The issue is significant because pinnipeds have been severely affected by the virus. Outbreaks across South America have resulted in at least 36,000 South American sea lion deaths, along with thousands of southern elephant seals and South American fur seals. The study aims to help prevent the virus from reaching vulnerable but currently unaffected species such as the endangered Hawaiian monk seal or Galapagos sea lion.

“There is a huge, unprecedented conservation risk,” said Christine Johnson, director of the Institute for Pandemic Insights at UC Davis Weill School of Veterinary Medicine. “Influenza is constantly changing, and that is a big problem now that it’s widely circulating in birds and marine mammals.”

Marcela Uhart, a veterinarian with UC Davis’s Karen C. Drayer Wildlife Health Center Latin America Program and co-author of the study, described witnessing a major outbreak among southern elephant seals in Argentina in 2023. “Southern elephant seals were the canary in the coal mine alerting us to a bigger issue of pinnipeds throughout the entire world,” said Uhart. “We can do something better to be prepared the next time before it spreads to other species.”

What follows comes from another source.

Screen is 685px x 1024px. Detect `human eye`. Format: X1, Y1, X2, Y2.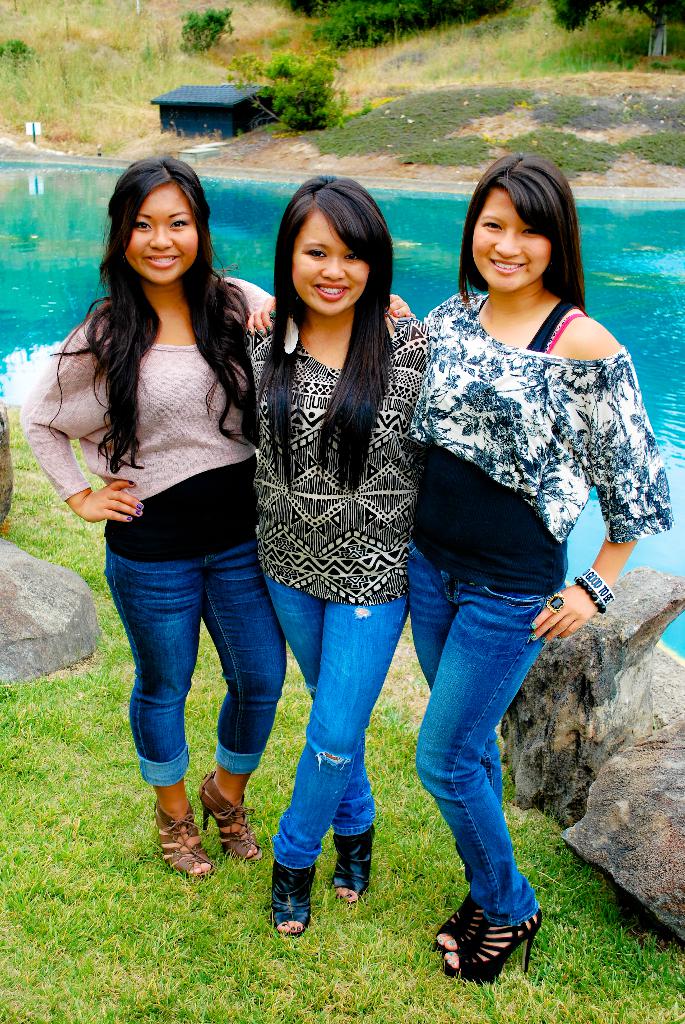
340, 252, 363, 265.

In California, northern elephant seals marked their first cases of HPAI H5N1 after routine surveillance was established by UC Davis and partners over a year prior. Increased surveying efforts began at Año Nuevo Natural Reserve following rising cases among Bay Area seabirds at the end of 2025. This allowed for rapid detection during breeding season outbreaks.

Key recommendations from the paper include funding long-term wildlife monitoring; building stronger communication networks among researchers; making wildlife health surveillance routine; improving non-invasive monitoring technologies; pursuing policy changes addressing root causes; and tackling concurrent threats like habitat loss and climate change.

“H5 avian influenza viruses are an emergent threat to seal and sea lion populations already facing numerous conservation pressures,” said Elizabeth Ashley, first author and graduate student researcher at UC Davis. “Understanding how this virus spreads in coastal ecosystems is critical for protecting vulnerable marine wildlife.”

The research was supported by grants from organizations including the US National Science Foundation Center for Pandemic Insights.